----- Original Message -----
From: "Scott Helms" <khelms@ispalliance.net> To: nanog@nanog.org Sent: Saturday, 19 February, 2011 8:07:54 AM Subject: Re: [arin-ppml] NAT444 rumors (was Re: Looking for an IPv6naysayer...) On 2/18/2011 1:53 PM, Franck Martin wrote:
http://www.jetcafe.org/~npc/isp/large.html
If you take the 5 top US ISPs and get them to do dual stack IPv6, that's 50 million subscribers in the US only.
I think google and others will notice some serious traffic happening. We're years from the point where any one of them will have more than a tiny fraction of their traffic as IPv6 and that's assuming that all we have to deal with are the known problems.
May be, may be not, but yes non of them are ready like free did to "switch on" IPv6 on their CPE. US ISPs have been caught their pants down. It is going to be ugly.
It took a market share of 10 to 20% of Mozilla for web developers to go back to support ALL browsers. Same for mobile web site a 10% surfing rate got many companies to develop web sites for mobiles.
Not really comparable because in both of those cases users were making a choice, because they perceived some benefit, and hence there was demand to adapt to those new platforms. There is almost 0 demand for IPv6 from consumers and what is there is from the technologists. We don't have a situation where the existing infrastructure doesn't work, it does.
Yes there is no demand from consumers, but a consumer on IPv6 is a consumer on IPv6, and that will happen with IPv4 depletion, now once we reach 10% of them, then web analytic tools and email marketing tools and anything that tracks consumer behavior will have to be IPv6 compliant. You don't want to ignore 10% of your consumers, and that was my point. Google IPv6 traffic is at 0.3%, nice, but hardly significant to have a boss to ask: "I want those IPv6 consumers counted". I'm looking at where is the critical mass point, when the machine will work on itself, I say 10%.
If I recall Comcast and Time Warner are participating in IPv6 day. This should create enough eyeballs to show on web analytics graph and provide the shift that makes nat444 irrelevant.
I wish, but IPv6 day will be much more of a media event than anything else. Keep in mind that none of these things are what I wish only what I believe to be accurate.
Sure on IPv6 day they won't light up all their customers, but they made a commitment to be there sooner than later. And yes it is a media event where many companies are saying me too, we are ready, or about to! Or "it will be in next release" which is better than "gosh, there is no demand for that and you are the first one to ask me", which is better than "it will fail".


§ **What needs to be done**: A single number is the whole answer: the tally of lines in the data below that include the word "right".

Dataset records on visual material
Content starts

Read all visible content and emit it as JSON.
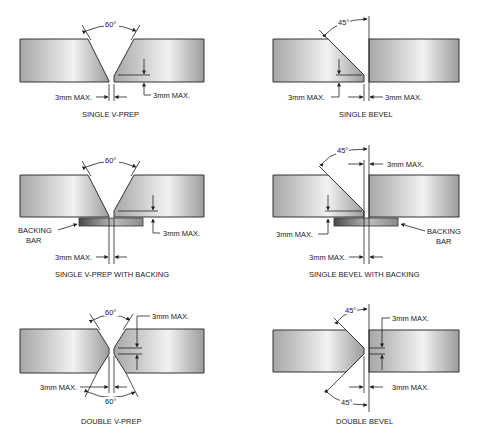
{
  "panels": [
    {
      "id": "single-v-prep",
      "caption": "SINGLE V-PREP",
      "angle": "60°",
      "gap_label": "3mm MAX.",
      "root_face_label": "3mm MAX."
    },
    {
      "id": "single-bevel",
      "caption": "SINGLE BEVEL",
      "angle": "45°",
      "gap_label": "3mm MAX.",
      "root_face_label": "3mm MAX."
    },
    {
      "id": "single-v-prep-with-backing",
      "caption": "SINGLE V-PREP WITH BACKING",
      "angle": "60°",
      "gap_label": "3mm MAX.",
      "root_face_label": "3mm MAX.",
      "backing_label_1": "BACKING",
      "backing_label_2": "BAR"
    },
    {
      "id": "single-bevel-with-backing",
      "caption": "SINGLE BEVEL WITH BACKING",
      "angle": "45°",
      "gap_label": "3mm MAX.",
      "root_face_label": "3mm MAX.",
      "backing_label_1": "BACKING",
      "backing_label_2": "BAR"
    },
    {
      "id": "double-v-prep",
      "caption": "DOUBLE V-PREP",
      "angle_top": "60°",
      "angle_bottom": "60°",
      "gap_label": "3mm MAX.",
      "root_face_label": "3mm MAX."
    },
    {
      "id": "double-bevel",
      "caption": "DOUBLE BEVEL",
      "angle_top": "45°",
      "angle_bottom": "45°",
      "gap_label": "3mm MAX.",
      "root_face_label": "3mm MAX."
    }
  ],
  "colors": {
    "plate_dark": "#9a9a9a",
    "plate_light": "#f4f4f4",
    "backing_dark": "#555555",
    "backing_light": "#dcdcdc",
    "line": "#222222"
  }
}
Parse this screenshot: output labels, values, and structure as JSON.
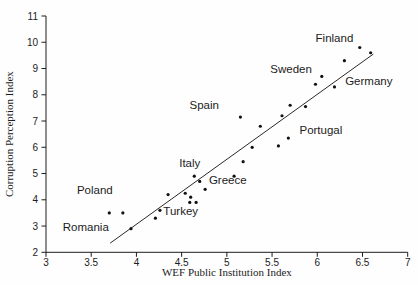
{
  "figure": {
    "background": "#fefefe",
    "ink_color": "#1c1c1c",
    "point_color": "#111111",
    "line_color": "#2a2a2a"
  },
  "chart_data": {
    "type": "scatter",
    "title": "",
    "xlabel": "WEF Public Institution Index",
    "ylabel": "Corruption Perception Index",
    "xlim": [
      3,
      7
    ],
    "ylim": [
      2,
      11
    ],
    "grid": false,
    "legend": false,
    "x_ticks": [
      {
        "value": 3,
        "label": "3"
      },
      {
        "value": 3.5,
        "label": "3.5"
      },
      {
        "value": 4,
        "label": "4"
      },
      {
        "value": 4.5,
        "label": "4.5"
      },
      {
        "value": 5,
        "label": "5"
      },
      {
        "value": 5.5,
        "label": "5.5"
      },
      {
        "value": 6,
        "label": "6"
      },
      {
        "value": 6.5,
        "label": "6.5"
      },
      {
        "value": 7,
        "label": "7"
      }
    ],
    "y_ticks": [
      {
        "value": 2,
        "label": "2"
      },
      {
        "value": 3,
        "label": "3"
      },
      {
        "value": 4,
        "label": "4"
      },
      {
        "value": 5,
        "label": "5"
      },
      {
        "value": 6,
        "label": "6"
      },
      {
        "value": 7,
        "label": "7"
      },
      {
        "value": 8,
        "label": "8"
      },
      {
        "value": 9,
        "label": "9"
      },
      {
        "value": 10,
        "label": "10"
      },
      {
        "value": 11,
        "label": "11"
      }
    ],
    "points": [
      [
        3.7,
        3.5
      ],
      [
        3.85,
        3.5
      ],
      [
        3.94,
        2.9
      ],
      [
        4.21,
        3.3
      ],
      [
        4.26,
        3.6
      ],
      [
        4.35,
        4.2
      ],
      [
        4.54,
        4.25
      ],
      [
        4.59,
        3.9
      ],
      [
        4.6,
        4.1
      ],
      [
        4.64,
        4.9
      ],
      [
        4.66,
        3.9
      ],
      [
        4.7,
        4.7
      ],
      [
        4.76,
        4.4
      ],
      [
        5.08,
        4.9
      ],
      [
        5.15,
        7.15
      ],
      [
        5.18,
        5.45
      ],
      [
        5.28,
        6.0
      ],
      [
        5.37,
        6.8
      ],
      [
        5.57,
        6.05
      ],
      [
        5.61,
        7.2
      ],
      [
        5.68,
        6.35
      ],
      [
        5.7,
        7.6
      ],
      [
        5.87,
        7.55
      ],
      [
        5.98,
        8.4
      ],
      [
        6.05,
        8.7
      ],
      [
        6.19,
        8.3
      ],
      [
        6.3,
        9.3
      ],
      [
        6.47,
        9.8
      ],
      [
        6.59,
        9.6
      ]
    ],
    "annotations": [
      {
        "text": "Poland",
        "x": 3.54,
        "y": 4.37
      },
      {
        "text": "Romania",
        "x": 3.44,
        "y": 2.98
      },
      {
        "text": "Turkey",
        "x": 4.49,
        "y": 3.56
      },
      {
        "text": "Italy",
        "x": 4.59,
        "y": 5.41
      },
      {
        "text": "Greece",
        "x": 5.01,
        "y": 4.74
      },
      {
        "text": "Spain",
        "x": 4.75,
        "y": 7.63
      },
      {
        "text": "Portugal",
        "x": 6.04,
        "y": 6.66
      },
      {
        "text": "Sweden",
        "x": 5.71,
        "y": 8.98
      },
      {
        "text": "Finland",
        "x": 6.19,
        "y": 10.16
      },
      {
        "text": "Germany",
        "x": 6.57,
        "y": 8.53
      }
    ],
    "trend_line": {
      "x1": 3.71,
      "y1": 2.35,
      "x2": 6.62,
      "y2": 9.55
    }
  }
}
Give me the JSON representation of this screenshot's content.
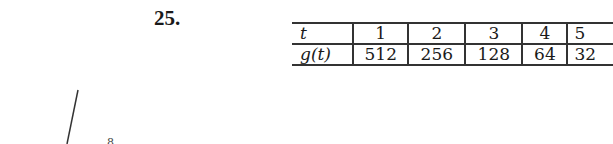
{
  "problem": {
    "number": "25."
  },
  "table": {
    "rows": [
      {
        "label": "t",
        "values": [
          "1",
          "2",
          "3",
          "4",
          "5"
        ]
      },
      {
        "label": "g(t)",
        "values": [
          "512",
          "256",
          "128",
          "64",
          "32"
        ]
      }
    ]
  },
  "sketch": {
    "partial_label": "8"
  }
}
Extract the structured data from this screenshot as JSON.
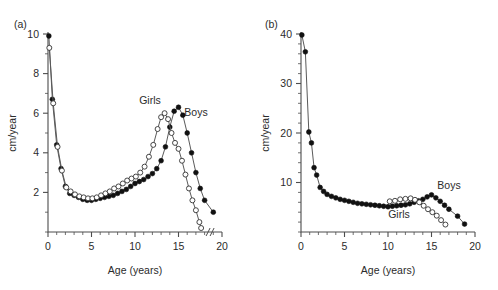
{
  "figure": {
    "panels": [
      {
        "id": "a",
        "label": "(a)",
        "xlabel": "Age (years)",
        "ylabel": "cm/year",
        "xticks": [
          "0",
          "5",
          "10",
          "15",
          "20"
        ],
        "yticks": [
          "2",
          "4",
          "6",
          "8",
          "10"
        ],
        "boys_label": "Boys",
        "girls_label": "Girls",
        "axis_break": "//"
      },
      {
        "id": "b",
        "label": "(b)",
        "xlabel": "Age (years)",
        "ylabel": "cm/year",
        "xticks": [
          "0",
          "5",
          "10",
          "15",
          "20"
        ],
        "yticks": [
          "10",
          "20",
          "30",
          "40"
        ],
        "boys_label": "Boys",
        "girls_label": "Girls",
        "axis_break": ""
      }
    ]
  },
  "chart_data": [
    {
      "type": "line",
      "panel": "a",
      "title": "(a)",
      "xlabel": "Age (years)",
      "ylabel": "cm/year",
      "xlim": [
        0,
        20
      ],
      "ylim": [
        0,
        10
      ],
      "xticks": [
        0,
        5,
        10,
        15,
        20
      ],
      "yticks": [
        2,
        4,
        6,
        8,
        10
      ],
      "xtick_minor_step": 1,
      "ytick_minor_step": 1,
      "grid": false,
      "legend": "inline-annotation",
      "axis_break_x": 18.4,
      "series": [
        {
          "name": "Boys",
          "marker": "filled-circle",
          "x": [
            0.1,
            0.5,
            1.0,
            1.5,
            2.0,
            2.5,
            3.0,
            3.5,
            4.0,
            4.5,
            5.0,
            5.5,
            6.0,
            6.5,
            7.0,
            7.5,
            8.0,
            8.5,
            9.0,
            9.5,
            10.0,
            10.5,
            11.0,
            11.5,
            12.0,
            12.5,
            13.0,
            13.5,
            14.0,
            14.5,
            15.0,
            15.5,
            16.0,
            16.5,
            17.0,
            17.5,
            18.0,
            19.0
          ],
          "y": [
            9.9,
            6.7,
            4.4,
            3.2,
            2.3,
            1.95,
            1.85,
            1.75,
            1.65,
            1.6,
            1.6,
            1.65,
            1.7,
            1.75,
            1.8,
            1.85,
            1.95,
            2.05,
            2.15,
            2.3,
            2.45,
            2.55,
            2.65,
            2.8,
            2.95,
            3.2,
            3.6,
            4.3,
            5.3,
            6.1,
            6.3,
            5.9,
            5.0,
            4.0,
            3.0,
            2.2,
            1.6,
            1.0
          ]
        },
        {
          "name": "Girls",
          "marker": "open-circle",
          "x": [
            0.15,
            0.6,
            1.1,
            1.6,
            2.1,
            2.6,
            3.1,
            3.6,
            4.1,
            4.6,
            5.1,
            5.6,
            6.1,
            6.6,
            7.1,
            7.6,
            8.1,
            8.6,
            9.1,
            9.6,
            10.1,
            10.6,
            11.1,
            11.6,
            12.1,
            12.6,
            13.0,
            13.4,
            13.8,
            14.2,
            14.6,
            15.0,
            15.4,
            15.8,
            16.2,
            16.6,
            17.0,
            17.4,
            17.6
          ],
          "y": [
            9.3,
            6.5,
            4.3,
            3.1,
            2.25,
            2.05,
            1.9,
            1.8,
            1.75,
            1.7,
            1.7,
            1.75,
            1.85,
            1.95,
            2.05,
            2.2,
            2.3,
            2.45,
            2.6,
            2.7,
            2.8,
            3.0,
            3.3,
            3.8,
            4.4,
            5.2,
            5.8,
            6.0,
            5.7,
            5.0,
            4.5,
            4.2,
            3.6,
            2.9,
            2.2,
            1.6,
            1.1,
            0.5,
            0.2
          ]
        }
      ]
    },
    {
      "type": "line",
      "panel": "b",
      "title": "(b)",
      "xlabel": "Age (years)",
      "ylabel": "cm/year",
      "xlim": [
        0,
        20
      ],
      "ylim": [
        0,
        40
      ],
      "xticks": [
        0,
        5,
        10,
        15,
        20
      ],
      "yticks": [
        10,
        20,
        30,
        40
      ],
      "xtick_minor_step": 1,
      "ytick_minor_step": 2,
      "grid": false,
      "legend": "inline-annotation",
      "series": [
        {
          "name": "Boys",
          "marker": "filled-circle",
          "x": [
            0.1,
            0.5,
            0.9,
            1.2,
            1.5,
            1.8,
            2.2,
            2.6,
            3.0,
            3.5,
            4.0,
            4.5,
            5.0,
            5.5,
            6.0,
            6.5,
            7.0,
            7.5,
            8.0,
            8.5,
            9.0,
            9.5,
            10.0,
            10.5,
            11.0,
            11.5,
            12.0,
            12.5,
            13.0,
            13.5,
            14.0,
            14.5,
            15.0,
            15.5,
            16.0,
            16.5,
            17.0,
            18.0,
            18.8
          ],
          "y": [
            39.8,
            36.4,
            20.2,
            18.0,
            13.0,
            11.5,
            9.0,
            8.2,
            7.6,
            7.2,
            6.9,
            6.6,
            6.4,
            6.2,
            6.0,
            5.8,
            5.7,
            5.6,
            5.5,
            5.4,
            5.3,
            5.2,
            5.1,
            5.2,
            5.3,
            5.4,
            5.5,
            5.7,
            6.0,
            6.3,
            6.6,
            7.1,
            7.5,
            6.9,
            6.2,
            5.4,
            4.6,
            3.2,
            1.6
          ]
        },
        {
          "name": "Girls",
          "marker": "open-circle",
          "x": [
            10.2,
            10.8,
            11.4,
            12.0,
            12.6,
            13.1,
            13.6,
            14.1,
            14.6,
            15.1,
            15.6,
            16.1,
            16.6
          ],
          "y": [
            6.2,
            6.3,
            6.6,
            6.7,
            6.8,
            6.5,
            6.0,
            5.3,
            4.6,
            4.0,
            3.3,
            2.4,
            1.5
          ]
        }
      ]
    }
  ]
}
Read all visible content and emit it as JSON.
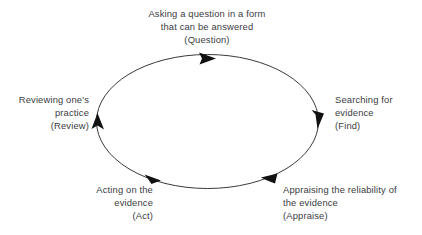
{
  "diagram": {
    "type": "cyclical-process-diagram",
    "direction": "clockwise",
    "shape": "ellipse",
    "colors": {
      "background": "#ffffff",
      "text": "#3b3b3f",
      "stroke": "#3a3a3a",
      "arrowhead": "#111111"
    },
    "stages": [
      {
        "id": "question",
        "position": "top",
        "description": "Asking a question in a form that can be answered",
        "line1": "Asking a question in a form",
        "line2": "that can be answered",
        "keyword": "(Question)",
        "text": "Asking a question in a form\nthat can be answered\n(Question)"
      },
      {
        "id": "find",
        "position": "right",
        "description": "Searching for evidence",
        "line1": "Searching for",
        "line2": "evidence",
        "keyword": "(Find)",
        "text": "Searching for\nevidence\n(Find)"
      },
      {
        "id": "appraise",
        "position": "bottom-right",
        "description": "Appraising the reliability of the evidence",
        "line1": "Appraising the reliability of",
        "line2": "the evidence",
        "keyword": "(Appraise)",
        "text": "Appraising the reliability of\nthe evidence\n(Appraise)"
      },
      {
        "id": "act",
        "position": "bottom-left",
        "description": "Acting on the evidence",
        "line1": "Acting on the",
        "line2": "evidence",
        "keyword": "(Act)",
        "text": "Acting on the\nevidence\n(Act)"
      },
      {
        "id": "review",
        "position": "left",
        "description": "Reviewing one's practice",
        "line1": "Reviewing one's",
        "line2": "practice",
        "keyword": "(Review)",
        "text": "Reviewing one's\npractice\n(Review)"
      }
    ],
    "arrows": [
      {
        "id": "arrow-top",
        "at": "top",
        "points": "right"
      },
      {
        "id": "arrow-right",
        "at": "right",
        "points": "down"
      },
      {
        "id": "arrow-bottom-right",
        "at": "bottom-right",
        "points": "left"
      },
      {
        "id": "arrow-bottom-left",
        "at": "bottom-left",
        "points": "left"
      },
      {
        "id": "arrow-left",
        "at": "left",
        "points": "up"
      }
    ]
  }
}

Content ends

§ **Exercise result**: 7